*Problem description*.
An exact copy of all the records is the expected answer.

(The data Opens)

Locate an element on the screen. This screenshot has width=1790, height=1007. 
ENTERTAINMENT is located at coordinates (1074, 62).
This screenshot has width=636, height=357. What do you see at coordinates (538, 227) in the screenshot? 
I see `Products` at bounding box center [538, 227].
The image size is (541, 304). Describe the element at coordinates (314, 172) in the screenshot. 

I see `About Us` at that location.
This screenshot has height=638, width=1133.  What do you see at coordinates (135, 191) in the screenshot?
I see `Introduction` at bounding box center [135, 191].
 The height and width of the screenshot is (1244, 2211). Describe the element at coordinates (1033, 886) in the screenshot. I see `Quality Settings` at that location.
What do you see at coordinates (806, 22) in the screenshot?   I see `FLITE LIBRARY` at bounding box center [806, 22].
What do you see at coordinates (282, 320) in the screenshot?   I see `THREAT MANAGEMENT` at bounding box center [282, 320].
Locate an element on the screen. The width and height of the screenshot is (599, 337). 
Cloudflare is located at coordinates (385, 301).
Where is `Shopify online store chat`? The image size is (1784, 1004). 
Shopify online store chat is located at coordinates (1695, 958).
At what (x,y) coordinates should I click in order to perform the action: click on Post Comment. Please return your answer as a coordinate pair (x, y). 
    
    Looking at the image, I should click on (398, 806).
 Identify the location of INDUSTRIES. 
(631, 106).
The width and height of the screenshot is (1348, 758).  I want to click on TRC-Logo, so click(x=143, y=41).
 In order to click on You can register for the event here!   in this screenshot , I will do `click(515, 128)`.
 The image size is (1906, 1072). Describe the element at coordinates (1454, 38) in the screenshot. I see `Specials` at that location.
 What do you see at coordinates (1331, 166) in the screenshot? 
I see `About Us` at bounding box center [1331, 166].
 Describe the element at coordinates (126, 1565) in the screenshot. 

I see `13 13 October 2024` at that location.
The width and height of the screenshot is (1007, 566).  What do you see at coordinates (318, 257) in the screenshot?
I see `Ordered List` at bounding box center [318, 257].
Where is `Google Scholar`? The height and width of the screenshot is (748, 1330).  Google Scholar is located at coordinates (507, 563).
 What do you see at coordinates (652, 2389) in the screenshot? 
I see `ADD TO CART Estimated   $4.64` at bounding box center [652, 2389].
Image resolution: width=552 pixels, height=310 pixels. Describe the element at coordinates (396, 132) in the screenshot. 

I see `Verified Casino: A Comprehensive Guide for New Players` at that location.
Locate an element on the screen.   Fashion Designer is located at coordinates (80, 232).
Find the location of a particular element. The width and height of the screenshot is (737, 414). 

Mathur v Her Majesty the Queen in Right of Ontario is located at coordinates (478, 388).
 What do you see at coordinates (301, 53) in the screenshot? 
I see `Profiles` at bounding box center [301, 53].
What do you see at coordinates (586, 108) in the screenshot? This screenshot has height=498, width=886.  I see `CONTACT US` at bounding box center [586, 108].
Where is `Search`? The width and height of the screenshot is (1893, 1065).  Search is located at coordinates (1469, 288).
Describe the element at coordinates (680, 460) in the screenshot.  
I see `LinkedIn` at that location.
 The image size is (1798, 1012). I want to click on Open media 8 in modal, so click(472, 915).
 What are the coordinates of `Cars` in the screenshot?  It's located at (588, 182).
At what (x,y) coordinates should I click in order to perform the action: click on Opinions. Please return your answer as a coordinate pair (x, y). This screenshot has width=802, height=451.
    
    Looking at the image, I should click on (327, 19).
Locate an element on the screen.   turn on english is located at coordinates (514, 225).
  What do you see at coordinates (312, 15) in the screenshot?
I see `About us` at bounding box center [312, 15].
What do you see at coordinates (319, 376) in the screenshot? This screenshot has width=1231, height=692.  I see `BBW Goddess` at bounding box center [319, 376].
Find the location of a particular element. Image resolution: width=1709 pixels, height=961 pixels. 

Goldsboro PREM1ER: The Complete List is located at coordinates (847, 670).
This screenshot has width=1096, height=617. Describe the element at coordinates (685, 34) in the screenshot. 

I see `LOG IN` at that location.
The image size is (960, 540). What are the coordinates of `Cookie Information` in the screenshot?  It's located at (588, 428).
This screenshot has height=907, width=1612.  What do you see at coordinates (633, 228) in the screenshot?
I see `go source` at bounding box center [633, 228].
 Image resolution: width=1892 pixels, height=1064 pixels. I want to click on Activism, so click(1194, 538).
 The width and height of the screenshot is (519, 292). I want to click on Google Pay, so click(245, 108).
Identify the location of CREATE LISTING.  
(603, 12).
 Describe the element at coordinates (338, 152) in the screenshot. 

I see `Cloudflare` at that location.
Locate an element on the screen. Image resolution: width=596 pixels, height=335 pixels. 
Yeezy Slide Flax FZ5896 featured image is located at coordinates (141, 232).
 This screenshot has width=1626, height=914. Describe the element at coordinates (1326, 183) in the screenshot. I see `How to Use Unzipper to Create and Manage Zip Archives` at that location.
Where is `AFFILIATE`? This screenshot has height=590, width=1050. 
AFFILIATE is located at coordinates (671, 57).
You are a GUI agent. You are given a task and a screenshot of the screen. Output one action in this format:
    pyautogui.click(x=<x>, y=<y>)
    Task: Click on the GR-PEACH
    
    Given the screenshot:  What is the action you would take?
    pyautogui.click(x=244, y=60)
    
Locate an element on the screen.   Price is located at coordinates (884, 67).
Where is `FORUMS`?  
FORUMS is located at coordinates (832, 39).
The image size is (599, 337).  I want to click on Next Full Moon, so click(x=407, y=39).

(The data Closes)

*Solution for this problem*.
Locate an element on the screen. This screenshot has width=1790, height=1007. 
ENTERTAINMENT is located at coordinates (1074, 62).
This screenshot has width=636, height=357. What do you see at coordinates (538, 227) in the screenshot? 
I see `Products` at bounding box center [538, 227].
The image size is (541, 304). Describe the element at coordinates (314, 172) in the screenshot. 

I see `About Us` at that location.
This screenshot has height=638, width=1133.  What do you see at coordinates (135, 191) in the screenshot?
I see `Introduction` at bounding box center [135, 191].
 The height and width of the screenshot is (1244, 2211). Describe the element at coordinates (1033, 886) in the screenshot. I see `Quality Settings` at that location.
What do you see at coordinates (806, 22) in the screenshot?   I see `FLITE LIBRARY` at bounding box center [806, 22].
What do you see at coordinates (282, 320) in the screenshot?   I see `THREAT MANAGEMENT` at bounding box center [282, 320].
Locate an element on the screen. The width and height of the screenshot is (599, 337). 
Cloudflare is located at coordinates (385, 301).
Where is `Shopify online store chat`? The image size is (1784, 1004). 
Shopify online store chat is located at coordinates (1695, 958).
At what (x,y) coordinates should I click in order to perform the action: click on Post Comment. Please return your answer as a coordinate pair (x, y). 
    
    Looking at the image, I should click on (398, 806).
 Identify the location of INDUSTRIES. 
(631, 106).
The width and height of the screenshot is (1348, 758).  I want to click on TRC-Logo, so click(x=143, y=41).
 In order to click on You can register for the event here!   in this screenshot , I will do `click(515, 128)`.
 The image size is (1906, 1072). Describe the element at coordinates (1454, 38) in the screenshot. I see `Specials` at that location.
 What do you see at coordinates (1331, 166) in the screenshot? 
I see `About Us` at bounding box center [1331, 166].
 Describe the element at coordinates (126, 1565) in the screenshot. 

I see `13 13 October 2024` at that location.
The width and height of the screenshot is (1007, 566).  What do you see at coordinates (318, 257) in the screenshot?
I see `Ordered List` at bounding box center [318, 257].
Where is `Google Scholar`? The height and width of the screenshot is (748, 1330).  Google Scholar is located at coordinates (507, 563).
 What do you see at coordinates (652, 2389) in the screenshot? 
I see `ADD TO CART Estimated   $4.64` at bounding box center [652, 2389].
Image resolution: width=552 pixels, height=310 pixels. Describe the element at coordinates (396, 132) in the screenshot. 

I see `Verified Casino: A Comprehensive Guide for New Players` at that location.
Locate an element on the screen.   Fashion Designer is located at coordinates (80, 232).
Find the location of a particular element. The width and height of the screenshot is (737, 414). 

Mathur v Her Majesty the Queen in Right of Ontario is located at coordinates (478, 388).
 What do you see at coordinates (301, 53) in the screenshot? 
I see `Profiles` at bounding box center [301, 53].
What do you see at coordinates (586, 108) in the screenshot? This screenshot has height=498, width=886.  I see `CONTACT US` at bounding box center [586, 108].
Where is `Search`? The width and height of the screenshot is (1893, 1065).  Search is located at coordinates (1469, 288).
Describe the element at coordinates (680, 460) in the screenshot.  
I see `LinkedIn` at that location.
 The image size is (1798, 1012). I want to click on Open media 8 in modal, so click(472, 915).
 What are the coordinates of `Cars` in the screenshot?  It's located at (588, 182).
At what (x,y) coordinates should I click in order to perform the action: click on Opinions. Please return your answer as a coordinate pair (x, y). This screenshot has width=802, height=451.
    
    Looking at the image, I should click on (327, 19).
Locate an element on the screen.   turn on english is located at coordinates (514, 225).
  What do you see at coordinates (312, 15) in the screenshot?
I see `About us` at bounding box center [312, 15].
What do you see at coordinates (319, 376) in the screenshot? This screenshot has width=1231, height=692.  I see `BBW Goddess` at bounding box center [319, 376].
Find the location of a particular element. Image resolution: width=1709 pixels, height=961 pixels. 

Goldsboro PREM1ER: The Complete List is located at coordinates (847, 670).
This screenshot has width=1096, height=617. Describe the element at coordinates (685, 34) in the screenshot. 

I see `LOG IN` at that location.
The image size is (960, 540). What are the coordinates of `Cookie Information` in the screenshot?  It's located at (588, 428).
This screenshot has height=907, width=1612.  What do you see at coordinates (633, 228) in the screenshot?
I see `go source` at bounding box center [633, 228].
 Image resolution: width=1892 pixels, height=1064 pixels. I want to click on Activism, so click(1194, 538).
 The width and height of the screenshot is (519, 292). I want to click on Google Pay, so click(245, 108).
Identify the location of CREATE LISTING.  
(603, 12).
 Describe the element at coordinates (338, 152) in the screenshot. 

I see `Cloudflare` at that location.
Locate an element on the screen. Image resolution: width=596 pixels, height=335 pixels. 
Yeezy Slide Flax FZ5896 featured image is located at coordinates (141, 232).
 This screenshot has width=1626, height=914. Describe the element at coordinates (1326, 183) in the screenshot. I see `How to Use Unzipper to Create and Manage Zip Archives` at that location.
Where is `AFFILIATE`? This screenshot has height=590, width=1050. 
AFFILIATE is located at coordinates (671, 57).
You are a GUI agent. You are given a task and a screenshot of the screen. Output one action in this format:
    pyautogui.click(x=<x>, y=<y>)
    Task: Click on the GR-PEACH
    
    Given the screenshot:  What is the action you would take?
    pyautogui.click(x=244, y=60)
    
Locate an element on the screen.   Price is located at coordinates (884, 67).
Where is `FORUMS`?  
FORUMS is located at coordinates (832, 39).
The image size is (599, 337).  I want to click on Next Full Moon, so click(x=407, y=39).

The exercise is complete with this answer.